Record excerpts »
==========
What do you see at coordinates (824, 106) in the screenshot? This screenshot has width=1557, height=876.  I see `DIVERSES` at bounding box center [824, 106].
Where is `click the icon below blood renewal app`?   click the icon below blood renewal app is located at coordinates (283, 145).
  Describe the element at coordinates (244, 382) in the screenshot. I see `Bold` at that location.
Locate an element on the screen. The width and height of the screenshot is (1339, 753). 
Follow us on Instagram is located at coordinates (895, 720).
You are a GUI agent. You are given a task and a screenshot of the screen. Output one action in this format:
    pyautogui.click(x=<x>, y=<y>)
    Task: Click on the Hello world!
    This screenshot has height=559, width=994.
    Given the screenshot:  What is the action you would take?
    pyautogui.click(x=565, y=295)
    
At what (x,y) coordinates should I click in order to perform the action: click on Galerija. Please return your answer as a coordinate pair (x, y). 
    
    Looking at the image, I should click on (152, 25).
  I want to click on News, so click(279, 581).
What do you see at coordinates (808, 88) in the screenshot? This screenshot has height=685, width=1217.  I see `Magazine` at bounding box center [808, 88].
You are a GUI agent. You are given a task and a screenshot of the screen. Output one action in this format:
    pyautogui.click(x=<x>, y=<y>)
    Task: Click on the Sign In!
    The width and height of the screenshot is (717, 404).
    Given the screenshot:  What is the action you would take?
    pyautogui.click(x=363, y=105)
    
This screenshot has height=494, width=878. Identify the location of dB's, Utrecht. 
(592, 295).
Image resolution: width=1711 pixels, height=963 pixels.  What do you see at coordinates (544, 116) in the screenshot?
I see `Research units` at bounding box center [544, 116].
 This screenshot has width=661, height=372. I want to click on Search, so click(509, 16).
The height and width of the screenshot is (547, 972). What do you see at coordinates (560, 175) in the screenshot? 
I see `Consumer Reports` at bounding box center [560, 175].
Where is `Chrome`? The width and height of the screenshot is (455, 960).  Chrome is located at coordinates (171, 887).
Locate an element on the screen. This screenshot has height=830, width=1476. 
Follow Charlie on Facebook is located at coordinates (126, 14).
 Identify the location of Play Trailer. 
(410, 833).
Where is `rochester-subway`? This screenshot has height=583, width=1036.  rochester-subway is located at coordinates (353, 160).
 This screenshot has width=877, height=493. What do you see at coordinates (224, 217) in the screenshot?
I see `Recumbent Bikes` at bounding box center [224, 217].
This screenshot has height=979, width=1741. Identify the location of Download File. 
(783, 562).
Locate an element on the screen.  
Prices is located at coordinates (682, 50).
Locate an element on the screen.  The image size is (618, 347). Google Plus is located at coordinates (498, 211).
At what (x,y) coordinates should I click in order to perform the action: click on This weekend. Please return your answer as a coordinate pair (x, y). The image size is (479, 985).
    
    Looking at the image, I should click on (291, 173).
==========
Try it » Output every line from the records, exactly as written.

Finished task »
What do you see at coordinates (824, 106) in the screenshot? This screenshot has width=1557, height=876.  I see `DIVERSES` at bounding box center [824, 106].
Where is `click the icon below blood renewal app`?   click the icon below blood renewal app is located at coordinates (283, 145).
  Describe the element at coordinates (244, 382) in the screenshot. I see `Bold` at that location.
Locate an element on the screen. The width and height of the screenshot is (1339, 753). 
Follow us on Instagram is located at coordinates (895, 720).
You are a GUI agent. You are given a task and a screenshot of the screen. Output one action in this format:
    pyautogui.click(x=<x>, y=<y>)
    Task: Click on the Hello world!
    This screenshot has height=559, width=994.
    Given the screenshot:  What is the action you would take?
    pyautogui.click(x=565, y=295)
    
At what (x,y) coordinates should I click in order to perform the action: click on Galerija. Please return your answer as a coordinate pair (x, y). 
    
    Looking at the image, I should click on (152, 25).
  I want to click on News, so click(279, 581).
What do you see at coordinates (808, 88) in the screenshot? This screenshot has height=685, width=1217.  I see `Magazine` at bounding box center [808, 88].
You are a GUI agent. You are given a task and a screenshot of the screen. Output one action in this format:
    pyautogui.click(x=<x>, y=<y>)
    Task: Click on the Sign In!
    The width and height of the screenshot is (717, 404).
    Given the screenshot:  What is the action you would take?
    pyautogui.click(x=363, y=105)
    
This screenshot has height=494, width=878. Identify the location of dB's, Utrecht. 
(592, 295).
Image resolution: width=1711 pixels, height=963 pixels.  What do you see at coordinates (544, 116) in the screenshot?
I see `Research units` at bounding box center [544, 116].
 This screenshot has width=661, height=372. I want to click on Search, so click(509, 16).
The height and width of the screenshot is (547, 972). What do you see at coordinates (560, 175) in the screenshot? 
I see `Consumer Reports` at bounding box center [560, 175].
Where is `Chrome`? The width and height of the screenshot is (455, 960).  Chrome is located at coordinates (171, 887).
Locate an element on the screen. This screenshot has height=830, width=1476. 
Follow Charlie on Facebook is located at coordinates (126, 14).
 Identify the location of Play Trailer. 
(410, 833).
Where is `rochester-subway`? This screenshot has height=583, width=1036.  rochester-subway is located at coordinates (353, 160).
 This screenshot has width=877, height=493. What do you see at coordinates (224, 217) in the screenshot?
I see `Recumbent Bikes` at bounding box center [224, 217].
This screenshot has height=979, width=1741. Identify the location of Download File. 
(783, 562).
Locate an element on the screen.  
Prices is located at coordinates (682, 50).
Locate an element on the screen.  The image size is (618, 347). Google Plus is located at coordinates (498, 211).
At what (x,y) coordinates should I click in order to perform the action: click on This weekend. Please return your answer as a coordinate pair (x, y). The image size is (479, 985).
    
    Looking at the image, I should click on (291, 173).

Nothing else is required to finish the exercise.